The concept of progress is something that has occupied my thoughts considerably over the years. The problem embedded in this term is that according to modern science, there is no such thing. What is called progress is nothing more than change, and it is our own chauvinistic attitude favouring our own culture that makes it seem to us that progress has taken place.
This, however, is a very counter-intuitive approach, and it is hard not to fall into the trap of thinking in terms of progress when studying both other cultures and our own. I myself am very careful in trying to avoid this primarily from a moral perspective. The dangers in trying to rank cultures in comparison to each other seems obvious in light of 20th century history. Still, intuitively, the difference between a culture basing its mobility on electricity and the combustion engines compared to one where people are still walking on their bare feet seems to be evident.
So, of what is this difference actually comprised? On the surface, you´d say more advanced technology, but what does that mean excactly? I will argue that the one basic element that can signify degrees in progress or civilisation is a term most commonly used in relation to modernity: fragmentation.
Fragmentation on every level is what makes "progress" possible, it is the division of the parts into ever smaller units, this speeds up all the particular processes within the whole, enabling it to grow in size. Please notice that there is no normative judgement in this whatsoever. Fragmentation, speed and size are not automatically better than their opposites, any advantages they offer are countered by equally strong disadvantages. For individuals in a society, this can be exemplified by the feeling of isolation and/or alienation that many in modern societies feel. From a different perspective, the destruction of the environment might be another.
So my main point might be that progress exists, but progress does not involve an increase in quality, only an increase in size (or potential size). Wandering aimlessly around in a forest, one can not be said to make progress. Progress is defined by its goal, in other words, once you decide to walk towards a particular tree, you can start making progress towards that tree, but who is to say, objectively, that this tree is any better than others?
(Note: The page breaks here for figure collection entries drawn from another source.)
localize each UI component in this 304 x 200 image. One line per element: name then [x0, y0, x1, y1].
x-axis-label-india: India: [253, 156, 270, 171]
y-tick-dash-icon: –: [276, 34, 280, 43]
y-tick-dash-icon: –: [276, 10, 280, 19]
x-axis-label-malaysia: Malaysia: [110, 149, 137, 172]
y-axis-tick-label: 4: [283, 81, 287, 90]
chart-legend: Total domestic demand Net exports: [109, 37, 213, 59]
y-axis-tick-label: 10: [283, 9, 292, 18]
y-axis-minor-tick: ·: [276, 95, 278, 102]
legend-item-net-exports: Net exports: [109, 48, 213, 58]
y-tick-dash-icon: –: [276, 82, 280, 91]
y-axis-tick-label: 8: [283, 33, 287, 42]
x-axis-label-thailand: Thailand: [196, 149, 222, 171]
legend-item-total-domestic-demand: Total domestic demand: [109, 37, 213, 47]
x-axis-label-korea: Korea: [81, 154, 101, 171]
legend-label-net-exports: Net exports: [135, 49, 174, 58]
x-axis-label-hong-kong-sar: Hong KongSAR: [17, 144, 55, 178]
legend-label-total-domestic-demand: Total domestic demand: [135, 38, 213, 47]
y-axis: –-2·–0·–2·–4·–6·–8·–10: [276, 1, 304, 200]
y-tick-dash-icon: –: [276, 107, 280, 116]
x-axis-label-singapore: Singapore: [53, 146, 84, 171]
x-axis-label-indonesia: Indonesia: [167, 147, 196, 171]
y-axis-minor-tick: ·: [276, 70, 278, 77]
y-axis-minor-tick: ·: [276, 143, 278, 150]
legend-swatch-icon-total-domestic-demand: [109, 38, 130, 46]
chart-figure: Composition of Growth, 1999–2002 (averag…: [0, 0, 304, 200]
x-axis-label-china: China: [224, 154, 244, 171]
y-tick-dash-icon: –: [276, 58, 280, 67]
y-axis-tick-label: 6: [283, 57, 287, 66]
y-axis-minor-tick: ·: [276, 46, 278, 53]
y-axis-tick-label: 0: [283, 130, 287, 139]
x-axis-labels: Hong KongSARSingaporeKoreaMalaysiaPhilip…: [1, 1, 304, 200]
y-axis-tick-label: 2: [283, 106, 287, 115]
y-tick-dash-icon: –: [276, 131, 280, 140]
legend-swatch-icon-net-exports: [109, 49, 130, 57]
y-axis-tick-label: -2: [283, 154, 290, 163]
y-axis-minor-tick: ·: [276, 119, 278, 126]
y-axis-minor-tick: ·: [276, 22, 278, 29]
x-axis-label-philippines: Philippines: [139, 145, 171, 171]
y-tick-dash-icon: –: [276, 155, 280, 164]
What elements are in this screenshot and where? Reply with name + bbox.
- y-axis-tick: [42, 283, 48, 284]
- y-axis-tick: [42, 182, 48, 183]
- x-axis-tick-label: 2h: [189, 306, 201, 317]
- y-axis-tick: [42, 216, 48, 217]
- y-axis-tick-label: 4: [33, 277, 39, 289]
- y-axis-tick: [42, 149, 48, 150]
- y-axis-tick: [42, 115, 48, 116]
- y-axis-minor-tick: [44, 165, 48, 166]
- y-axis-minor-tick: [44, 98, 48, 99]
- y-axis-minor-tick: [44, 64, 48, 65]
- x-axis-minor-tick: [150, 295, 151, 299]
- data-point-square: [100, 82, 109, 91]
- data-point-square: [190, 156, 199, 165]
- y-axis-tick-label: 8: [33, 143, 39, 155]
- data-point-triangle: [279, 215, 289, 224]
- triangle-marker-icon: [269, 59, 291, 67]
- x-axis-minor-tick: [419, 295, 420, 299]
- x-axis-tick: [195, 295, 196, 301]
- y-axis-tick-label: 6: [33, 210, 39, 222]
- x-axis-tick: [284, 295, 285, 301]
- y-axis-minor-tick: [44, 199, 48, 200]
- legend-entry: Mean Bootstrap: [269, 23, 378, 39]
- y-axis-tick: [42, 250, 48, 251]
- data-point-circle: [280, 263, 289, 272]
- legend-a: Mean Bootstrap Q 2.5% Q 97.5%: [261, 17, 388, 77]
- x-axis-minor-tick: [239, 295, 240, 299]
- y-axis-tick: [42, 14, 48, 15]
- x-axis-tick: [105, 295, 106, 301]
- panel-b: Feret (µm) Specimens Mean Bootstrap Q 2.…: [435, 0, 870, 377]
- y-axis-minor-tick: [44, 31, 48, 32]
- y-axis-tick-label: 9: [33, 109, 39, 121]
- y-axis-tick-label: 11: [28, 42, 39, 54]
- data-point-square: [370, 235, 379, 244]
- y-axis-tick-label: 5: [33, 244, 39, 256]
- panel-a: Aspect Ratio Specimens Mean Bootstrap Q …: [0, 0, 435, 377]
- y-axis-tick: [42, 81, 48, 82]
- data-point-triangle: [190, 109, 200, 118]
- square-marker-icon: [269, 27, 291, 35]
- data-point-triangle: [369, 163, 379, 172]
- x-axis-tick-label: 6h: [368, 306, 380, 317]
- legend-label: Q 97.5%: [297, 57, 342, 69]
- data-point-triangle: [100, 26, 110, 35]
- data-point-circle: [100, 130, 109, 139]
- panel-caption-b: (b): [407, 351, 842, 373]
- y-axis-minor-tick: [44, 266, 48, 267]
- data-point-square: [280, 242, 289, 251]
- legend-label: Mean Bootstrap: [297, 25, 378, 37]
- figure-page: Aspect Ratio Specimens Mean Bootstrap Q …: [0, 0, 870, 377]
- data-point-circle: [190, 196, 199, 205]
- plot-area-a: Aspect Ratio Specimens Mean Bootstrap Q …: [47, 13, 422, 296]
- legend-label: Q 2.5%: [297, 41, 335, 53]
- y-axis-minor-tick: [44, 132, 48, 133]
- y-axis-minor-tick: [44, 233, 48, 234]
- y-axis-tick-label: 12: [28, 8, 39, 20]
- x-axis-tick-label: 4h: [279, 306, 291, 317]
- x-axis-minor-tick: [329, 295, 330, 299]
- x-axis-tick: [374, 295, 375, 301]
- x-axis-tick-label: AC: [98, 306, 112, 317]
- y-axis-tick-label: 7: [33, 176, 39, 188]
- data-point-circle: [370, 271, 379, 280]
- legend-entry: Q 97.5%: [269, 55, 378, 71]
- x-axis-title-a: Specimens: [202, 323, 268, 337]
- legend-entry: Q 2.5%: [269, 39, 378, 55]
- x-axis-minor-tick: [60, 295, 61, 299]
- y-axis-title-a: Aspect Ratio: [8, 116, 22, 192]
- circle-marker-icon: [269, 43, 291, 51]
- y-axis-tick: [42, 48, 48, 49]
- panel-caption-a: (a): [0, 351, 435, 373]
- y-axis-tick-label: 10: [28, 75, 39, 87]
This means, that all civilisations (not all cultures), at least the ones I have come across through my limited studies of history, try to make progress towards it´s goal of greater size. It´s means to this end is the fragmentation of social life, technology, philosophy and all other sides of existence. The citizens of any civililisation will usually pretend that their progress is a progress of morals, and will try to demonstrate this by comparing their own civilisation to other contemporary civilisations and to it´s own historical predecessors, hiding in their comparison certain facts about their own.
A good example of this is the way Athens is portrayed in most history books (or at least the ones I´ve read). The Athenians are usually given the credit for inventing democracy but, it is said, their democracy was not a true democracy, as many people where excluded from taking part in it. Women, slaves and foreigners where not allowed to participate in the democratic process. The implication here of course, is that today´s modern democracies have reached this "true" democracy that they speak of, which includes everyone.
I would argue that this is incorrect. Today, only citizens of a particular nation have the right to take part in that particular nation´s democratic process. So, even though Europeans own most factories in Africa and can run them more or less as they see fit, the people working in those factories have no vote in any organ that could control the owners of these factories. Europe and the rest of the vest through it´s superiour economic power, controls the African economy, and thus making any local democracy that might exist close to powerless.
The true democracy our haughty historians are looking for, can only exist when all national borders are erased, and that would also be a true progress in quality and morality. I will get back to this later. For now, suffice it to say that I have seen nothing that can be called progress towards a better society in the historical record, only the afforementioned increase in size.